Texas Chainsaw Massacre 1974 Horror Movie Review
Horror movies Review
Maybe the first real slasher flick, Tobe hooper wrote (with Kim Henkel) and directed this cult classic about a cannabilistic family living in the backwoods of Texas. The style in which the movie was filmed makes it seem almost like a documentary, and the opening prologue (read by a young John Laroquette) tells the audience that the events depicted by the film are all true, though they weren’t. A group of teens set out to a relative’s abadoned old house for some fun end up one by one encountering Leatherface, a chainsaw weilding madman who wears human skin on his face as a grisly mask. We see such distubing images as a body jerking crazily on the floor from nerve reaction after being beat over the head with a sledge hammer, a girl being hung on a meathook to scream, wriggle, and die slowly, and bodies being stuffed into freezers.

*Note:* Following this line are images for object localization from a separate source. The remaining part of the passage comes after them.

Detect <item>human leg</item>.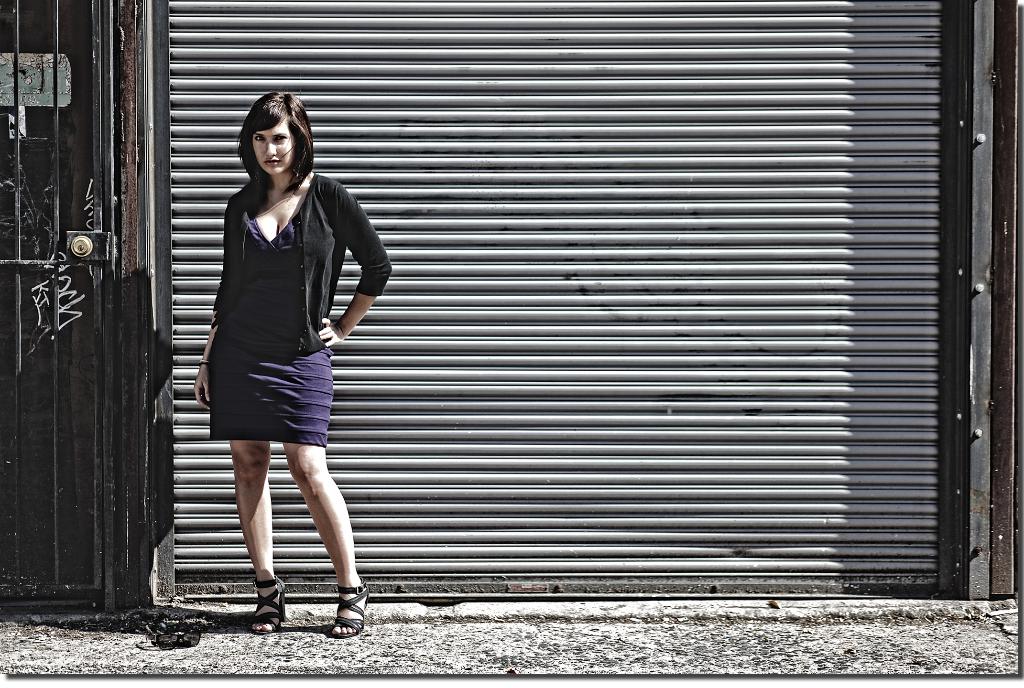
Detected at <region>278, 347, 368, 634</region>.
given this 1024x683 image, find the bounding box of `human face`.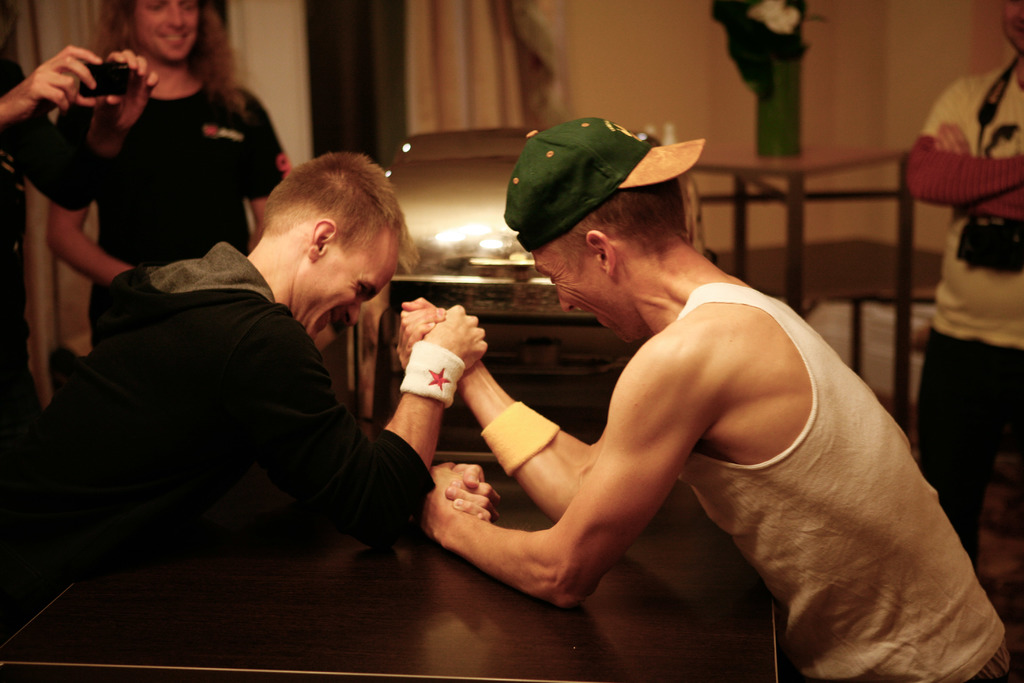
(293, 230, 396, 352).
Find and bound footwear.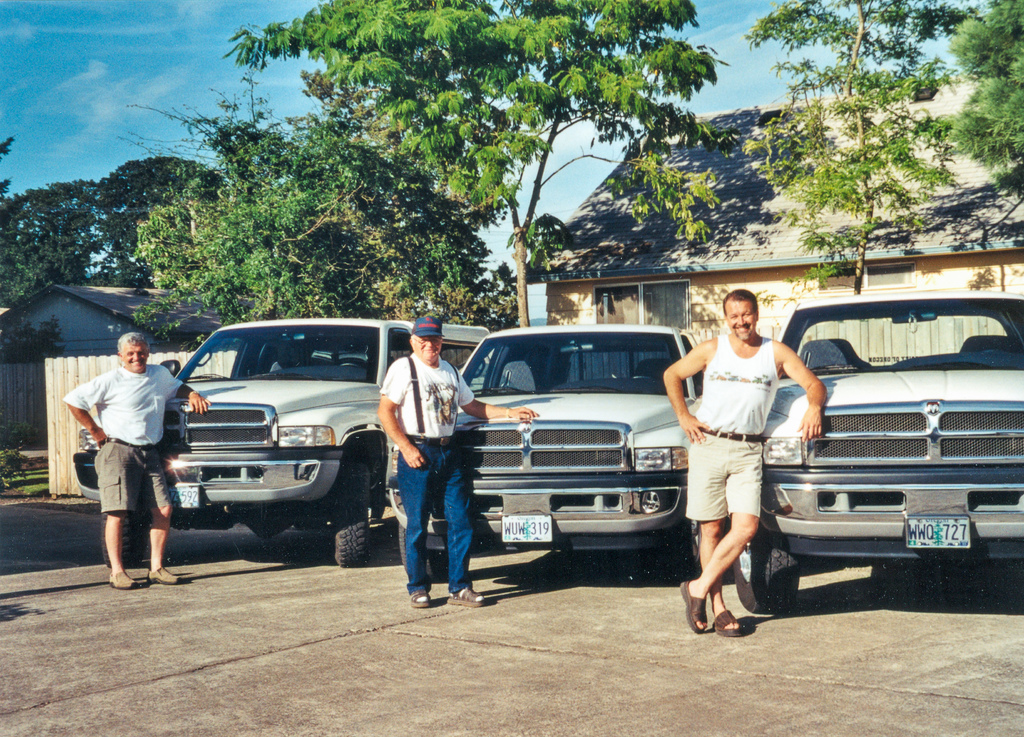
Bound: <bbox>716, 609, 739, 635</bbox>.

Marilyn Burns plays the last, screaming survivor, being captured and tortured (slashed by razors, beat over the head repeatedly with a hammer, and forced to sit in a chair made of human remains) before finally escaping with very little sanity left. Although tame by todays standards, this film was banned in most theatres upon it’s release, and made most viewers physically ill in it’s brutal depiction of macabre murders.rnSide Note: Like Psycho and other movies, events and characters in this film were based on real life serial killer and cannibal Ed Gein, among other real life cannibal killers.